- Farah Jama Principle: AI and data initiatives require forensic-level transparency (whole-of-case visibility) across the entire process (upstream to downstream), as demonstrated by the Farah Jama case in forensic science. Organizations fail when treating AI projects as isolated IT tasks rather than integrated workflows.
- Root Cause: Lack of end-to-end visibility in AI projects mirrors forensic failures where scientists missed upstream/downstream connections (e.g., evidence handling chain).
- Failure Pattern: AI initiatives collapse when siloed (e.g., data team vs. deployment team) instead of adopting forensic-style process mapping.
- Solution: Implement cross-functional process mapping from data ingestion to business impact, requiring all stakeholders to document upstream/downstream dependencies.

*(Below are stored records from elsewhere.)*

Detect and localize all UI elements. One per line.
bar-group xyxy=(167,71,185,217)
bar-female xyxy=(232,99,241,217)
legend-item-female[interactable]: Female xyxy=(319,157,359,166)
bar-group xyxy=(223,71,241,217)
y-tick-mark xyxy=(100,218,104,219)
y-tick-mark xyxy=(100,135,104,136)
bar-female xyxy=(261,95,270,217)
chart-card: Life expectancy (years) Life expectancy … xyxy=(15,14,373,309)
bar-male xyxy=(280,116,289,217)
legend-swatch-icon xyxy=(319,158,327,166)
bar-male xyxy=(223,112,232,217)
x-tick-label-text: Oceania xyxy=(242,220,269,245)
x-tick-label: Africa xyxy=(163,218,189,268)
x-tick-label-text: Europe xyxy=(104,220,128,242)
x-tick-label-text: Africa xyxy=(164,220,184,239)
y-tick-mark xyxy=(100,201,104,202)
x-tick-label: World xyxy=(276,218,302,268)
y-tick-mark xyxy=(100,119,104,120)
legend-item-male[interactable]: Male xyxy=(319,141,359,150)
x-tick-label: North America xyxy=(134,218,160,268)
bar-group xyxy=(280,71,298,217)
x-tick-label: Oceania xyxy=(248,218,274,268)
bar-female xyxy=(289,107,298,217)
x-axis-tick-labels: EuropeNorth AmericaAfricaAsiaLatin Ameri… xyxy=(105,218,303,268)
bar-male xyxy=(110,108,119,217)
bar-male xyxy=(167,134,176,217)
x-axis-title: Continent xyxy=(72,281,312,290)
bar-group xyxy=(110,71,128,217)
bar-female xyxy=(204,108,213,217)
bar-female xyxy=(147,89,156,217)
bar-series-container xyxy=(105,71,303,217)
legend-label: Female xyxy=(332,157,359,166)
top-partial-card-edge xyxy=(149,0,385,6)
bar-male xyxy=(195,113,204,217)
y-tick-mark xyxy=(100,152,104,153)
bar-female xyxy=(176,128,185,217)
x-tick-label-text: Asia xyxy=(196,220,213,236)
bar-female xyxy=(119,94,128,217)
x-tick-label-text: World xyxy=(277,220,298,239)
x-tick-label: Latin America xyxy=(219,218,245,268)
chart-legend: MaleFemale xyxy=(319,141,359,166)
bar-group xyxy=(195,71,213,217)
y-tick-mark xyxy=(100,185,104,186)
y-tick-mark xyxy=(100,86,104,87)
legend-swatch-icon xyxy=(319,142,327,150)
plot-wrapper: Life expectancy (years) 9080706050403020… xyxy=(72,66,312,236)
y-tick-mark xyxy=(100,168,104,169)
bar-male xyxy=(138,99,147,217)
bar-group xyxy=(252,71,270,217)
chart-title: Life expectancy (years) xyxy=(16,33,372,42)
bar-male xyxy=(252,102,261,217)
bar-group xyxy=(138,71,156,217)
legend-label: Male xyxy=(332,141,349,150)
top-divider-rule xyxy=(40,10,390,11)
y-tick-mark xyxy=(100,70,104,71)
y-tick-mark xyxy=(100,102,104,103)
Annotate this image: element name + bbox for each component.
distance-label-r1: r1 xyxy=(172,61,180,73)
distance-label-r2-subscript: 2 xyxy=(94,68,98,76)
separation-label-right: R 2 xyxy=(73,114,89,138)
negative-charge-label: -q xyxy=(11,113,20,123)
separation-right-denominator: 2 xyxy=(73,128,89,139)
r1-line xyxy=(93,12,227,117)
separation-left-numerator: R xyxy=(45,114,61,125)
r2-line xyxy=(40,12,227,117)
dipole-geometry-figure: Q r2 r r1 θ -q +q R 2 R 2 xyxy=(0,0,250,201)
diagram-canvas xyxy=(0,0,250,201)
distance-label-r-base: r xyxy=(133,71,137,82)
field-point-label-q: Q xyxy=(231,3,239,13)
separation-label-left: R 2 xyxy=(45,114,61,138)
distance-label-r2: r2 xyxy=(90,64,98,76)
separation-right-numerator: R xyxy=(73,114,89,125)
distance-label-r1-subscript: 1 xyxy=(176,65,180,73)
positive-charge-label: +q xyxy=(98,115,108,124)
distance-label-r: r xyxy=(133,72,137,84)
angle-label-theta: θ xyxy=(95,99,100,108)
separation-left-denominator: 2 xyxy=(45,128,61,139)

This insight is one of three surprising insights from Paul’s knowledge base (see 2026 04 14 I Feel Lucky Generate insights from All Topics).
Source Notes
- 2026-04-23: [[lab-notes/2026-04-23-Anthropics-Compute-Miscalculation-Claude-Demand-and-Strategic-Impact|Anthropic’s Compute Miscalculation: Claude Demand and Strategic Impact]]
- 2026-04-14: [[lab-notes/2026-04-14-Optimizing-AI-Costs-and-Privacy-with-Local-Open-Source-Models-and-Hybr|“But OpenClaw is expensive…“]]
- 2026-04-14: I Looked At Amazon After They Fired 16,000 Engineers. Their AI Broke Everything.